Under Section 1256, gains and losses are split 60% long-term / 40% short-term regardless of how long you actually held the position. Even if you day-traded futures all year and held nothing overnight, 60% of your net gain is still taxed at the lower long-term capital gains rate.
What Qualifies
- Regulated futures contracts (ES, MES, NQ, MNQ, crude oil, gold, etc.)
- Broad-based index options (SPX, NDX, RUT) — confirm with a tax professional
- Does NOT include: equity options on individual stocks, ETF options, or crypto
Mark-to-Market at Year-End
Section 1256 contracts are marked to market on December 31 — open positions are treated as if sold at their year-end value for tax purposes, creating a gain or loss even without actually closing.
Crypto Tax Treatment
The IRS treats cryptocurrency as property — not currency. Every taxable event follows capital gains rules.

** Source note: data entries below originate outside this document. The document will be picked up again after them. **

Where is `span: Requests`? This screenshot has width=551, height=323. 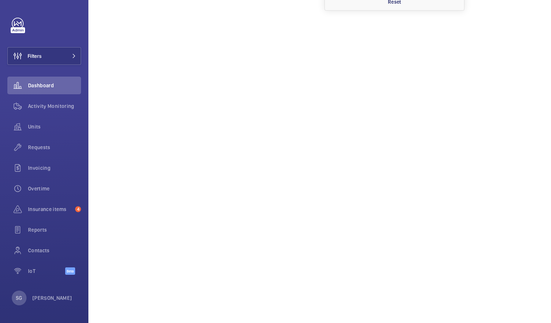 span: Requests is located at coordinates (54, 147).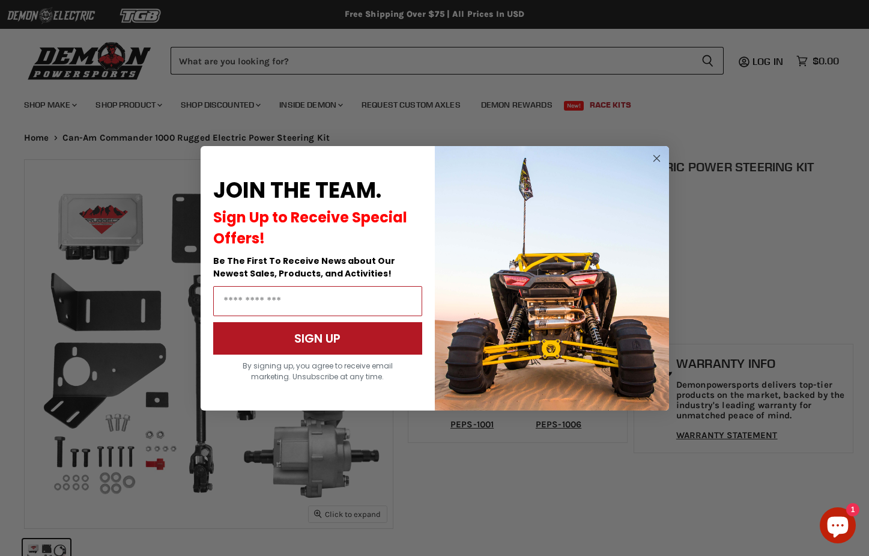 This screenshot has height=556, width=869. Describe the element at coordinates (552, 278) in the screenshot. I see `img: a9095488-b6e7-41ba-879d-588abfab540b.jpeg` at that location.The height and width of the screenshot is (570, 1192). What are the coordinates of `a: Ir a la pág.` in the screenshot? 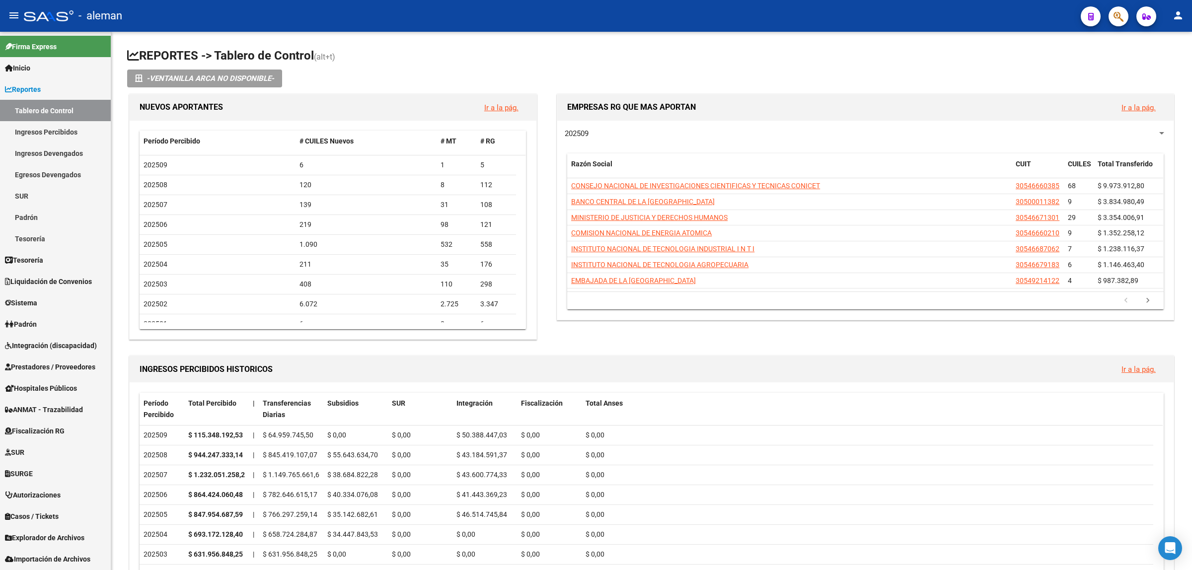 It's located at (1139, 370). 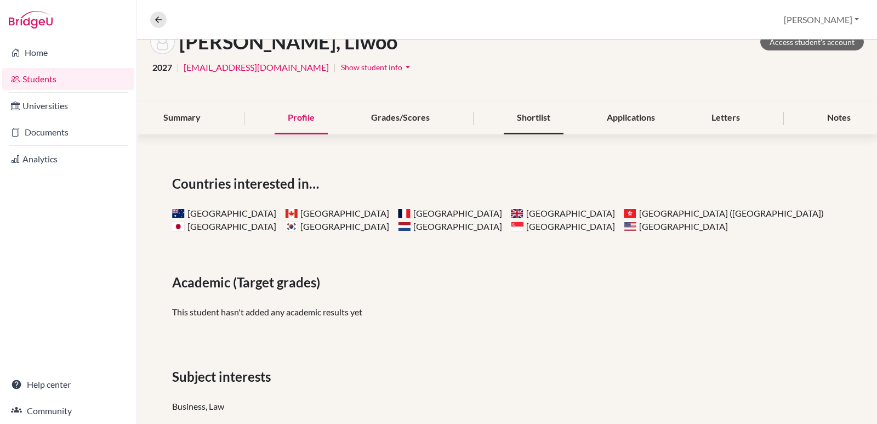 What do you see at coordinates (179, 226) in the screenshot?
I see `span: Japan` at bounding box center [179, 226].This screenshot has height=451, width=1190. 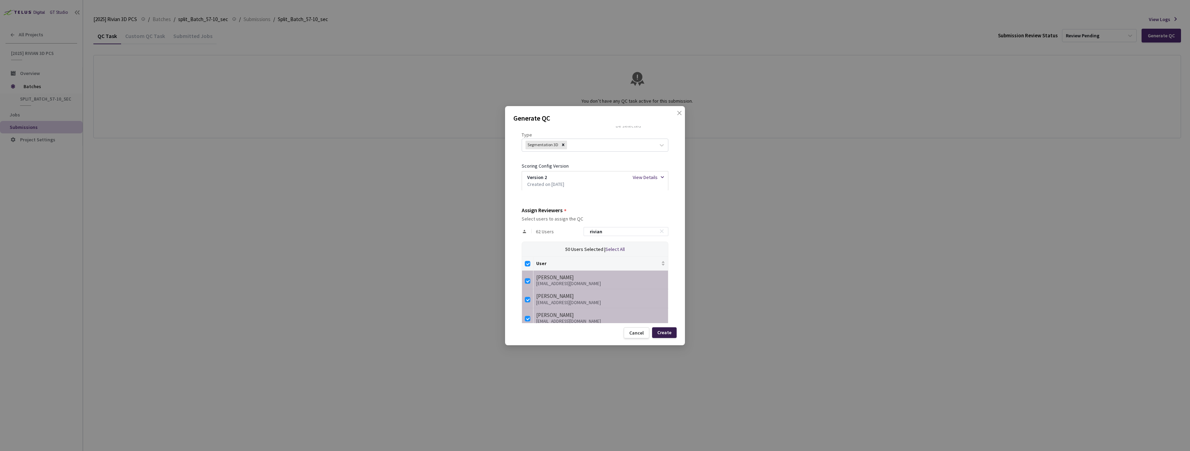 I want to click on p: Generate QC, so click(x=595, y=118).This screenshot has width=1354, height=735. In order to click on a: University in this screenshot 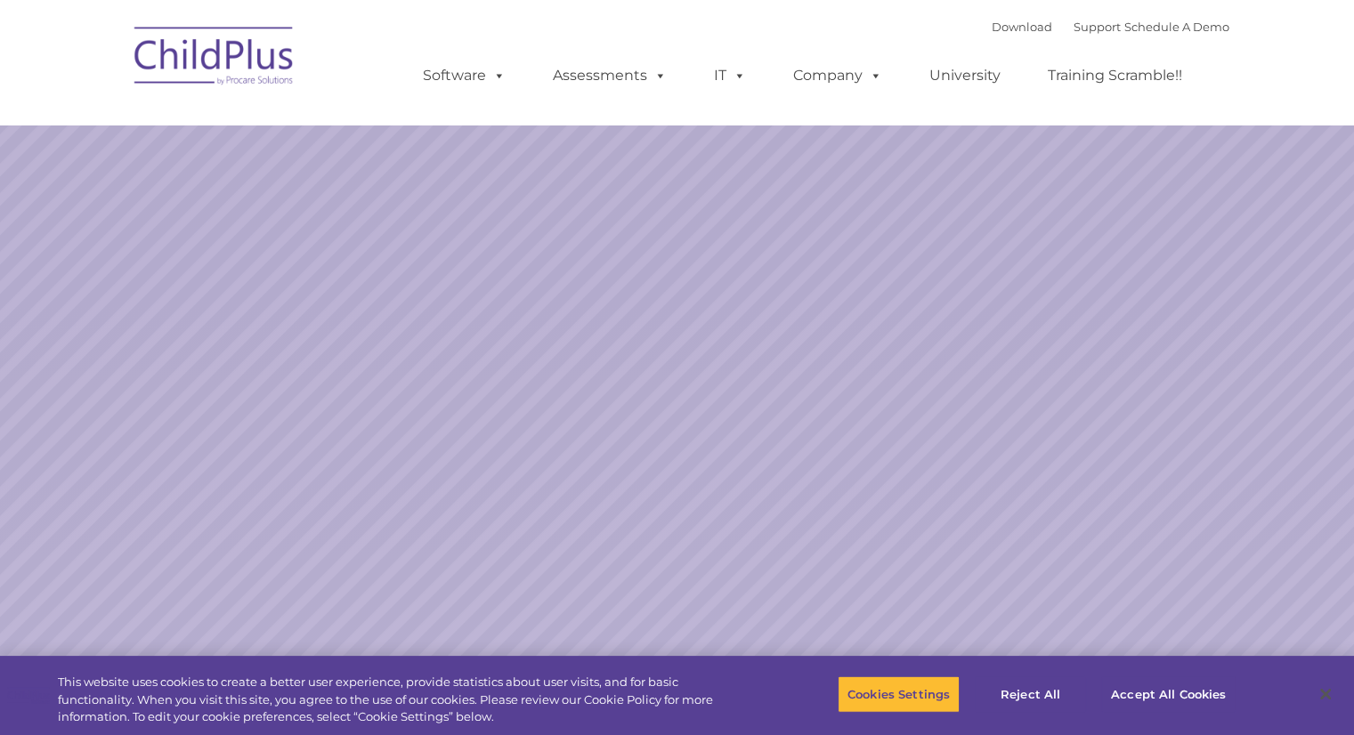, I will do `click(965, 76)`.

| Event | Taxable? | Treatment |
|---|---|---|
| Selling crypto for USD | Yes | Capital gain or loss |
| Trading one crypto for another | Yes | Disposing of property — triggers gain/loss |
| Spending crypto on purchases | Yes | Capital gain or loss at time of spend |
| Receiving crypto as income | Yes | Ordinary income at fair market value when received |
| Simply holding crypto | No | No taxable event until disposed |
| Transferring between your own wallets | No | Not taxable (keep records) |
Key Tax Forms
Where individual sales of capital assets are reported. Every stock, ETF, and option trade that generates a gain or loss gets listed here before totals move to Schedule D.
Summarizes all capital gains and losses from Form 8949, applies the $3,000 loss deduction limit, and handles carryover calculations.
Reports gains and losses from Section 1256 contracts (regulated futures, broad index options). The 60/40 split is calculated here. Filed alongside your regular return.
Your broker sends this summarizing your trades, proceeds, and cost basis. Starting point for Form 8949. Review carefully before filing — 1099-B data is not always 100% accurate, especially if you had wash sale adjustments.